The lighter pigmentation, Wilson hypothesized, could be the result of a reaction between the seawater and the minerals in the lava. The cause of this color shift is still under study.

Water samples collected during the expedition are now being analyzed in labs around the world.

Scientists on the cruise also deployed surface and underwater drones to gather data on ocean temperature, salinity, color and oxygen level. Some of these drones are still active.

A researcher who joined the cruise from Western Washington University stationed a series of ocean bottom seismometers near the shoreline to collect motion data.

UH scientists are pioneering the study of the microbiology of lava mixing into the sea. Anthony Quintano/Civil Beat

In late July, the U.S. National Science Foundation awarded Karl and another professor more than $180,000 in grant money to advance their work.

The July expedition cost about $200,000, with the 200-foot research vessel averaging $45,000 per day.

Karl said he hopes to send a research team back to Big Island waters for another round of data collection in October.

‘Out There To See The Demise’

Algae plumes such as this one are rare, but not unheard of, in Hawaiian waters, according to Karl. Often they are the product of springtime dust storms that blow across the Pacific Ocean from the deserts of China.

“We see these plumes off Hawaii a couple times a year and we have always been perplexed,” Karl said. “How are they generated? How are they sustained? We don’t know that, and yet the turtles are following these plumes and the fish and the birds are following these plumes.
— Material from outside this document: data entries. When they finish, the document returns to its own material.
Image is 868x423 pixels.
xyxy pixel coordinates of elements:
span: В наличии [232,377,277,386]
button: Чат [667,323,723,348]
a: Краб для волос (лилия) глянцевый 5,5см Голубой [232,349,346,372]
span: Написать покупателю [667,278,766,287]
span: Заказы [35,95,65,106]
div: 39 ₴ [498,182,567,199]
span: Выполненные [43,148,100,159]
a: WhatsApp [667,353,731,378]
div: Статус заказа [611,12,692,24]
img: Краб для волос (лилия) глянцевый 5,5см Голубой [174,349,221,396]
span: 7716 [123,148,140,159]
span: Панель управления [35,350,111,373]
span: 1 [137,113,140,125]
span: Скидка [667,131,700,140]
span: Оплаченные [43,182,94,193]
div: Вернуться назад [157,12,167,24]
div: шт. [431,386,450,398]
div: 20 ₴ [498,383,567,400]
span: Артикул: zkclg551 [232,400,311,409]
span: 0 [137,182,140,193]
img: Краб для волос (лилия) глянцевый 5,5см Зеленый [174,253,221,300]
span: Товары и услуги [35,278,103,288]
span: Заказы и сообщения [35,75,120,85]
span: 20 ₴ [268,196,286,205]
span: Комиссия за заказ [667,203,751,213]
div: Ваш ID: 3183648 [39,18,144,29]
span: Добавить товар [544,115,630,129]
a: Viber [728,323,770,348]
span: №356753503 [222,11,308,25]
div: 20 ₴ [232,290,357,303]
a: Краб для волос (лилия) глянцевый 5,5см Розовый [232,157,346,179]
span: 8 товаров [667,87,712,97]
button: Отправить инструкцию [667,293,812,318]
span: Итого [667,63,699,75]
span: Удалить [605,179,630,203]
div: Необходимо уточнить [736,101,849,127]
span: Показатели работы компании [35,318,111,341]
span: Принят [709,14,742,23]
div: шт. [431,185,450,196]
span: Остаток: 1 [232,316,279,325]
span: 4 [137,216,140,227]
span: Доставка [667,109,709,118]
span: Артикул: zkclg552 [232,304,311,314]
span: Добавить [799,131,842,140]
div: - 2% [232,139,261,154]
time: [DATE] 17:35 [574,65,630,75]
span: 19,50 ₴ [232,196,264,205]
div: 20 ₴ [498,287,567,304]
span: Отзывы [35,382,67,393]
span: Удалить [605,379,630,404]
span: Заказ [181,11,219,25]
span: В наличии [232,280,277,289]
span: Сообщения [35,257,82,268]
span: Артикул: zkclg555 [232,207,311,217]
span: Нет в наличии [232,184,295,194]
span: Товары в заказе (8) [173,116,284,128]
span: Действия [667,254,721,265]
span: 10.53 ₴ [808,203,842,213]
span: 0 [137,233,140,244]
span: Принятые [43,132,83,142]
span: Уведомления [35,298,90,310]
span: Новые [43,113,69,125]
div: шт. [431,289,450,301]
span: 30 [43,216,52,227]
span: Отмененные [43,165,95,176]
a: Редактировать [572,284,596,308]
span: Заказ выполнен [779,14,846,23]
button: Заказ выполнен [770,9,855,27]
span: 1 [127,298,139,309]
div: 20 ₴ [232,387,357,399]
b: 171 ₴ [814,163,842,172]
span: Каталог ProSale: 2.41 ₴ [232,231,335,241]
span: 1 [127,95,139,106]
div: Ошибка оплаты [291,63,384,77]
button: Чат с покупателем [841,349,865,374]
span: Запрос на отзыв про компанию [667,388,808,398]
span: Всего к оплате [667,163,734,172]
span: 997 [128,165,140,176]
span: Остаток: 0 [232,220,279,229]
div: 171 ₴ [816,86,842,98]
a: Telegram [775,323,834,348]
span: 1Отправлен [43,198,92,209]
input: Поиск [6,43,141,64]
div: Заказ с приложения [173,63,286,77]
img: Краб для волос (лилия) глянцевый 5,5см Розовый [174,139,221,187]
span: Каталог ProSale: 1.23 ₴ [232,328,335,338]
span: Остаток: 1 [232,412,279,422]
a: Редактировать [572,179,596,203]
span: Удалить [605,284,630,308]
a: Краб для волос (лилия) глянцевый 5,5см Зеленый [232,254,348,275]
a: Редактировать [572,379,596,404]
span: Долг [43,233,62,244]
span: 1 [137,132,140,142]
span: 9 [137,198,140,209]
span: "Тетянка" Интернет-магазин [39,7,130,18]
This shows us how little we know about life in the sea.”

In this ocean color map captured by satellite, a large reddish blob represents the algae plume off the Puna coast. Contributed by: Sam Wilson

In the last week, the 3-month-old algae plume has been shrinking as the volcano enters a quiet phase and the lava pouring into the ocean subsides. When phytoplankton can’t access the nutrients it needs to grow, it can die in the course of a day.

It’s unclear how long the plume will persist without a stronger flow of lava.

“The volcano has ceased its major eruption at the summit and the ocean entry has almost stopped entirely, and sure enough the plankton bloom is dissipating,” Karl said. “We would like to be out there to see the demise.”